I hadn't read your definitions until now, but they feel like they have 
been witten by people who have never really TAUGHT grammar. If they are 
to be used/ learned by students who have never studied grammar before, 
they seem unduly complicated ("subject, complete: the simple subject and 
its modifiers"; "verbal, infinitive: a verbal that consists of to plus 
a verb and functions as a noun, adjective, or adverb", and why the need 
for "predicate nominative" and "predicate adjective" when you can use 
the function "subject complement"?). Some of them are simple, but hard 
to apply:

clause, dependent (subordinate) a clause that does not express a complete 
thought and cannot stand alone 

clause, independent (main) a clause that expresses a complete thought and can 
stand alone 


Notional definitions might work for parts of speech, but not really for 
phrases or clauses: how can you tell whether a thought is complete or 
not? "Cannot stand alone" might work better, although if students 
punctuate dependent clauses as fragments, it probably means that it 
feels to them like they can stand alone.
It might make more sense to start with prototypical cases: a subordinate 
clause is a clause introduced by a subordinator (because, that,...)
I don't think a more exact "linguistic" definition such as this one 
would be useful in middle school: a subordinate clause is a clause that 
has a function within another clause.

Your "parts of speech" definitions are not very clear either: some of 
them refer to meaning (nouns or verbs), others to functions...

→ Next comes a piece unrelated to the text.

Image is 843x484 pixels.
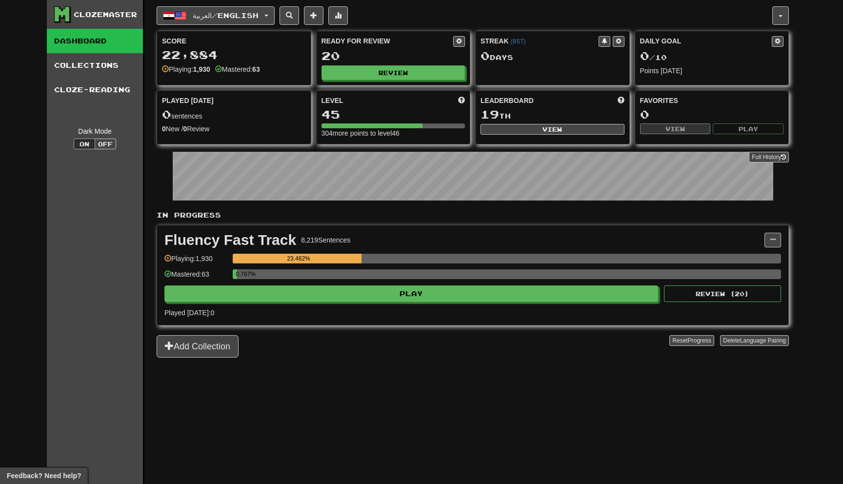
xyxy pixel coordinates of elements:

I don't want to come across as too negative, but if your students come 
to you with no background in grammar (as some of the discussions seem to 
imply), I don't see how you are going to make this work!

Marie



> Dear List,
> There has been much discussion of whether grammar is (or can be) a 
> science. That is all interesting (to me at least) and often useful. 
> But as a middle school teacher, I'm primarily interested in 
> engineering grammar instruction so students use language artfully. 
> Regarding using definitions in the classroom, I'm interested in 
> definintions that help students understand important linguistic 
> phenomena for the purpose of improving student performance in 
> understanding written language and using these concepts artfully in 
> their writing. Merely teaching definitions will not not achieve this 
> end, obviously, but definitions may have a role.
> Science helps us in the design process by informing our understanding 
> of the phenomena and environments we need to understand, but it cannot 
> tell us how to design effective systems. The sciences relating to 
> effective instructional design and engineering in grammar, reading, 
> and writing include cognitive science, linguistics, and behavioral 
> psychology (at a minimum). These tell us about the nature of both the 
> things being learned and the learners. Science informs our engineered 
> instructional systems, but it cannot tell us what to do, when to do 
> it, or how to do it.
> We use science to tell us how the world works; we use engineering to 
> create something new. One of the things we are (I think) mutually 
> engaged in is designing grammar instruction that achieves worthy ends. 
> We ought not to lose sight of that end.